From Nebraska Life Magazine, May/June 2005

Surviving the Great Flood – How the Republican River turned deadly in the spring of 1935.

 by Sheryl Schmeckpeper

It roared out of the mountains into the valley, chasing residents onto rooftops and into trees.  It wiped out farm buildings, grain bins and cattle sheds, twisted railroad tracks and buried animals, tractors and people. 

By the time it moved into Kansas, the Republican River flood of 1935 had killed more than 110 people and turned the once fertile valley into a wasteland.  Old-timers say the valley never recovered from the disaster – and probably never will….

Though radio existed long before television or emergency broadcast systems, not all rural areas could receive a signal.  That left the telephone as the only means of rapid communication.  It worked – most of the time.

“The town had a central operator.  Everyone would pick up when they heard the general ring,” remembers rural Orleans resident Marion Culver, who was 16 years old in 1935.  “They were warning of high water.”

...This wasn’t the first time that area citizens had been warned of high water.  Many …evacuated their homes and moved livestock to higher ground in 1905, 1915 and 1923.  But the first may have come one year earlier.  Legend has it that local Indians had told settlers to stay out of the Republican River Valley because they had seen the water run from “bluff to bluff.”  Few settlers paid them any heed.

Still, it’s not surprising that many ignored the warnings that were issued that May day in 1935.  After all, the Great Plains was in the middle of a drought.  The Republican River Valley, like so many other areas in the Plains, had already experienced ferocious dirt storms that winter and spring…

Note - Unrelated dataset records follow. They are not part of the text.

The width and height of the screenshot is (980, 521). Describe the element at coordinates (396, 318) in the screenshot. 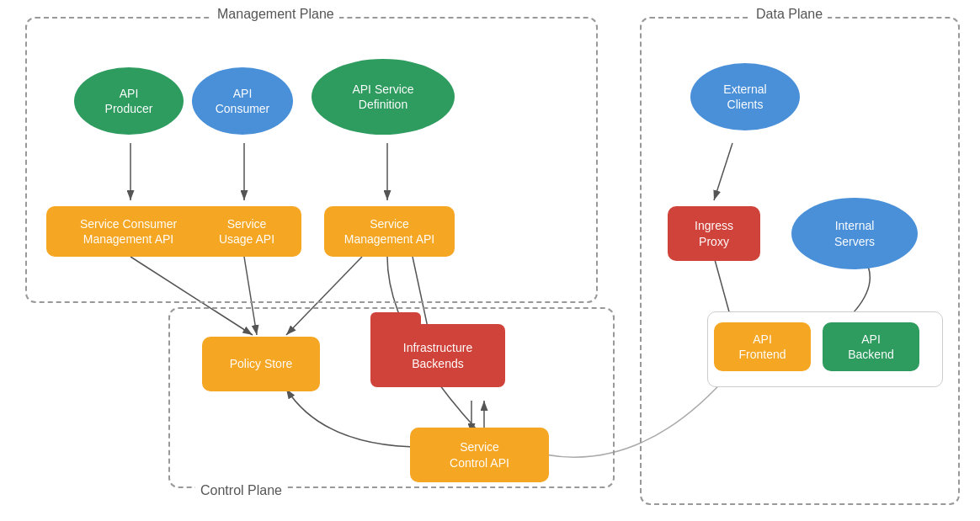

I see `folder-tab` at that location.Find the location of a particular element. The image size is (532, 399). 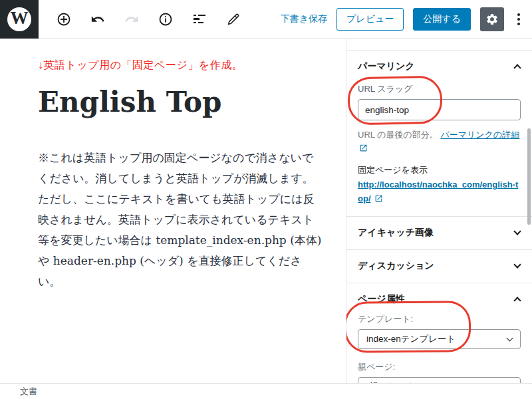

panel-permalink-header: パーマリンク is located at coordinates (439, 65).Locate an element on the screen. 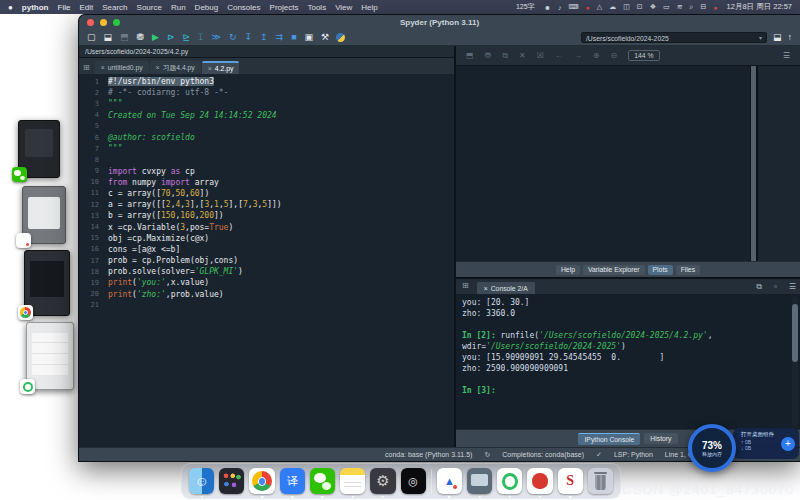 The width and height of the screenshot is (800, 500). add-widget-button: + is located at coordinates (788, 444).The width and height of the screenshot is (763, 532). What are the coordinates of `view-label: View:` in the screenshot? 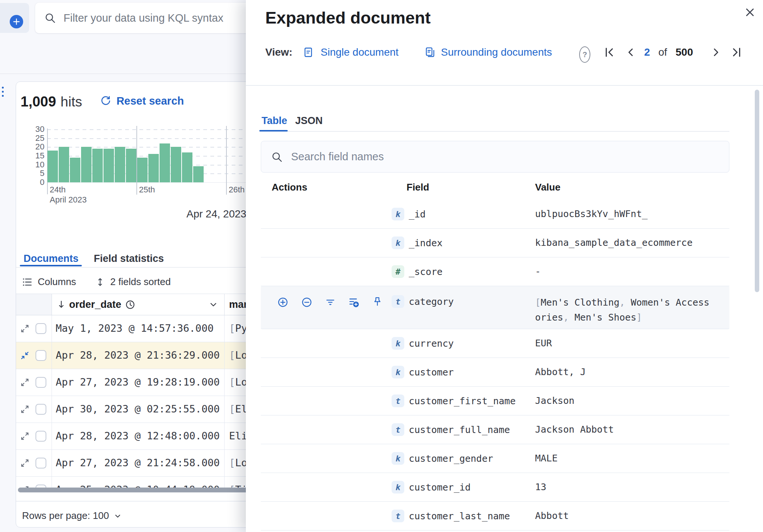 It's located at (279, 52).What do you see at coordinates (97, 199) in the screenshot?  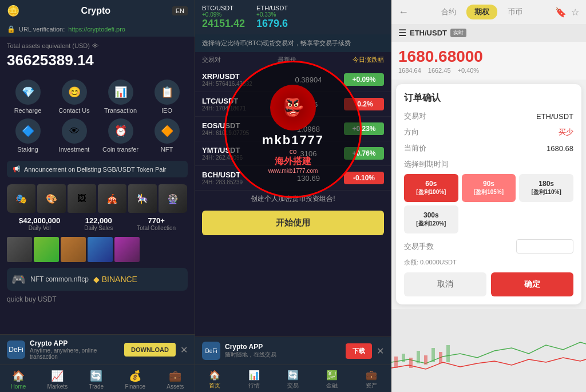 I see `nft-images-row: 🎭 🎨 🖼 🎪 🎠 🎡` at bounding box center [97, 199].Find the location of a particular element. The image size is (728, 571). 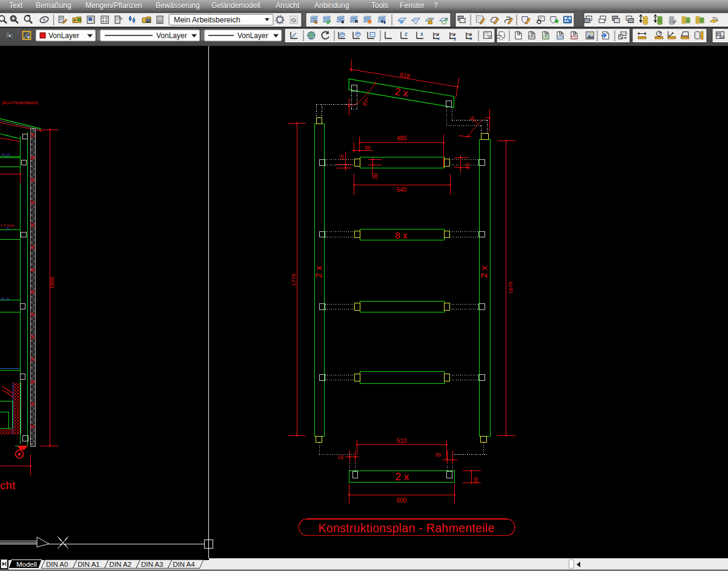

svg-text: 600 is located at coordinates (402, 500).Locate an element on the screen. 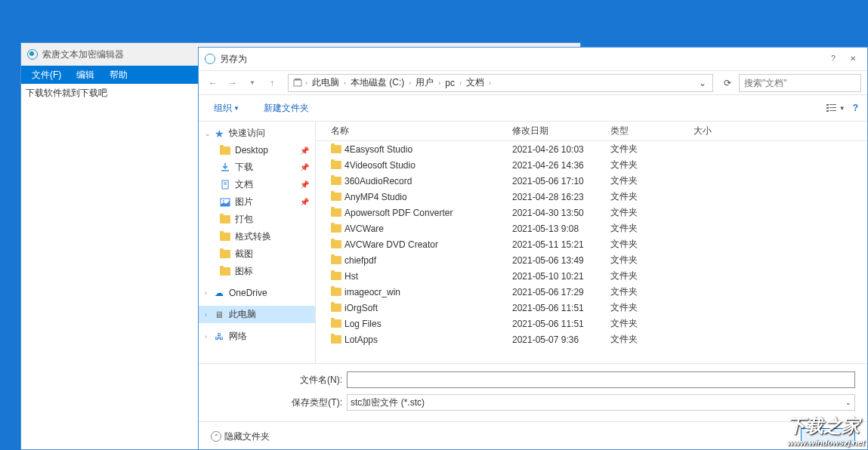  menu-help: 帮助 is located at coordinates (119, 76).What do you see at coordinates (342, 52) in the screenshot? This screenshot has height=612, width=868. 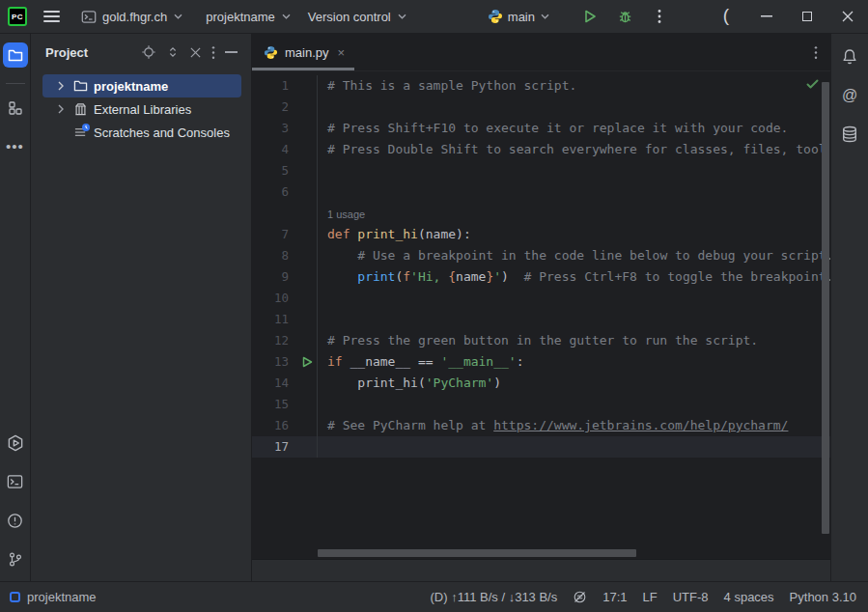 I see `tab-close-icon: ×` at bounding box center [342, 52]. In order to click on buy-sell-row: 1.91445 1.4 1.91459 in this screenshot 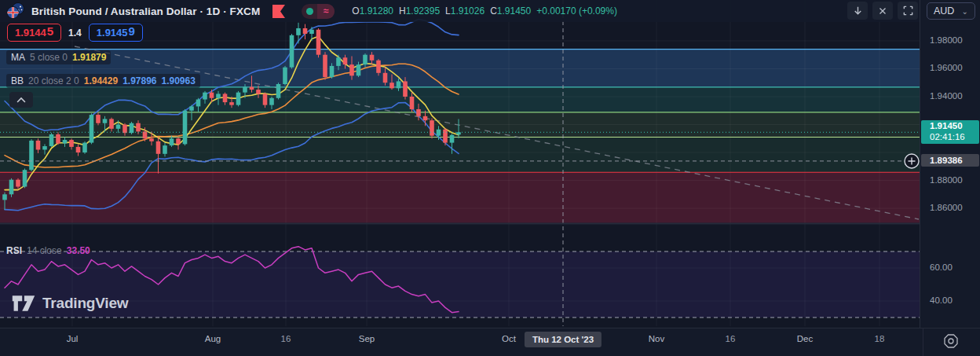, I will do `click(75, 33)`.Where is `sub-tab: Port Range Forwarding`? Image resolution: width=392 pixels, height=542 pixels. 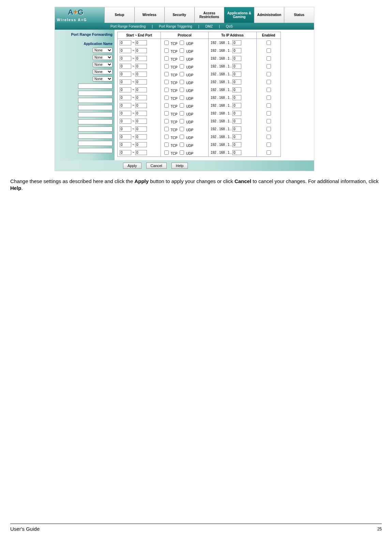
sub-tab: Port Range Forwarding is located at coordinates (128, 27).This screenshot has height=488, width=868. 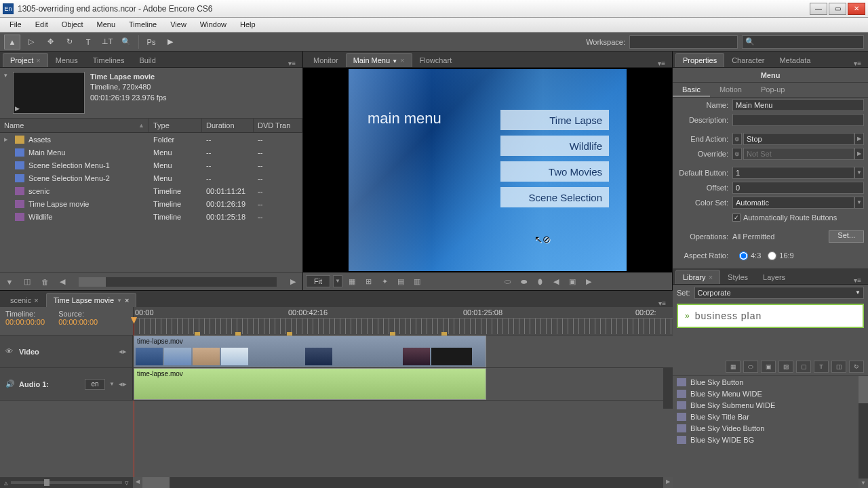 I want to click on routing-icon: ✦, so click(x=384, y=281).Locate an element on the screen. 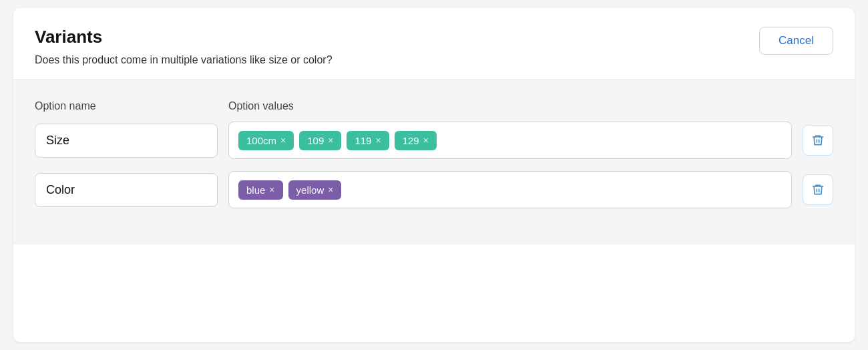 This screenshot has width=868, height=350. option-name-input-color is located at coordinates (126, 190).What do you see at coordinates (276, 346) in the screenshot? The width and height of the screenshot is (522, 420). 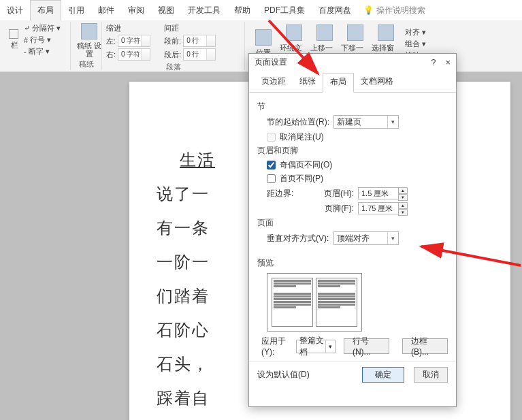 I see `apply-to-label: 应用于(Y):` at bounding box center [276, 346].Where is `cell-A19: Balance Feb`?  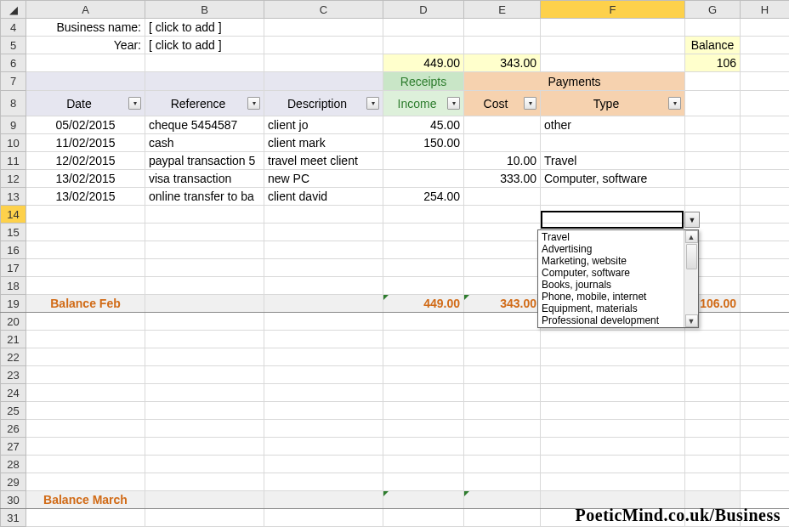
cell-A19: Balance Feb is located at coordinates (86, 304).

Today, it’s hard to visualize water running bluff to bluff along the Republican River Valley.  Fifteen years after the flood, the Bureau of Reclamation built a series of dams and lakes to prevent floods and to provide irrigation water to area farmers.  Add to that five years of drought, and what’s left today is a dry riverbed – so dry that it is sometimes hard to tell where the river ever flowed.  At times, the only clue is a bridge or railroad trestle traversing an empty gulch.

But here and there, the Republican Valley gives up buts of the past that have lain buried since the flood.  In his 30 years of farming, Jim Dake…has plowed up baling wire, car bodies, frames and fenders, dump rakes, corn binders and miles of barbed wire.  One day he was removing sand for fill when “I saw black lines in the sand that got wider and wider.  They were the tops of corn rows.”

Twenty years after the flood, Jim’s older brother, Jerry uncovered a human skull while moving dirt.  “Jerry saw it rolling down hill,” Jim said.  “He just assumed it was a flood victim,” although authorities were never able to identify the remains…

It would be impossible to tell every story or name the names of every victim or hero (of) the Republican River flood.  Some of those stories and names will be remembered thanks to Marlene Wilmot’s book, Bluff –to-Bluff, and to numerous newspaper stories written about the tragedy.  But many other stories have been lost, either because the people have already dies, or because all these years later they still can’t talk about it.  So the Republican River Valley clings to the ghosts of the dead and to the souls of the survivors, forever changed by the water that appeared so suddenly and with such great violence.